Andrew Kimbrell, driven by his personal experience of the Coho salmon on the
Pacific Coast, is on a quest for an economic ecology, a consideration of our
economic system as subservient to and informed by nature. As a result of
that afternoon in the river, he "began to imagine a world where the
economist knows the salmon." For Kimbrell, the salmon embodies the qualities
of nature abandoned and ignored by our competitive free market system,
namely redistribution, reciprocation and gift-giving.
Appended to this email you will find a selection from Kimbrell's "Salmon
Economics (and other lessons)" E. F. Schumacher Lecture pamphlet. The
section, titled "Return to Sanity," provides an outline of the salmon's
natural economy and its core principles.
The pamphlet goes on to address the crises the salmon are facing due to
environmental degradation, bioengineering, and the forces of the competitive
market, and then he shows how these crises are our own. Kimbrell offers
persuasive arguments about the deleterious effects of the commodification of
land and labor, nature and man. He shows how the salmon offer inspiration
for living well: "The salmon teach a different lesson. For them there is no
linear progress or search for perfection; instead, they seek and fight
doggedly to complete their cycle of life."
Salmon returning from the sea to the precise river inlet in which they were
spawned bring with them nutrients from the ocean. This vital gift-giving
represents an essential part of the economy of all living systems. Kimbrell
writes how: "Unlike the self-interest of the market, embodied in legal
contracts, gift-giving affirms a sense of community, charity, reverence, and
a spontaneous sense of the relationship between humans and the natural
world."
As the year comes to close and many gift-giving opportunities arise, we urge
you to consider giving the gift of visionary voices, like Andrew Kimbrell's.
For twenty-nine years the E. F. Schumacher Annual Lectures have been a forum
for new economic thinking. The lectures are edited and published in
pamphlet form and sold for $5 each or 5 BerkShares, including postage. A
full publication list and order form are available online or on request.
http://www.smallisbeautiful.org/publications.html
We would be pleased to include a gift card with your name in your order.

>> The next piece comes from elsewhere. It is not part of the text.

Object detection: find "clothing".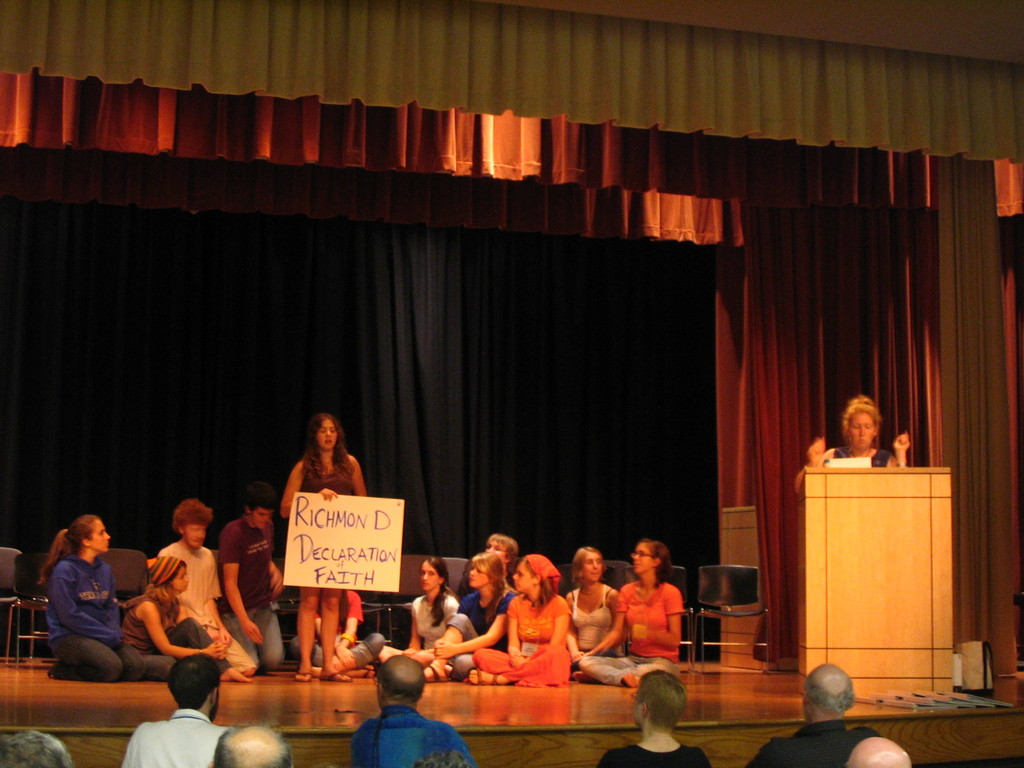
x1=286, y1=453, x2=367, y2=604.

The full text of Andrew Kimbrell's "Salmon Economics (and other lessons)" is
available as a pamphlet or can be read in its entirety at
http://www.smallisbeautiful.org/publications/kimbrell_03.html
Best Wishes for the Holiday Season,
Susan Witt, Sarah Hearn, Stefan Apse, Kate Poole, and Jasmine Stine
Staff of the E. F. Schumacher Society
140 Jug End Road
Great Barrington, MA 01230
www.smallisbeautiful.org
Board of Directors: Gar Alperovitz, Jessica Brackman, Neva Goodwin,
Hildegarde Hannum, Eric Harris-Braun, Dan Levinson, Constance Packard, Will
Raap, Gus Speth, Joseph Stanislaw, Stewart Wallis.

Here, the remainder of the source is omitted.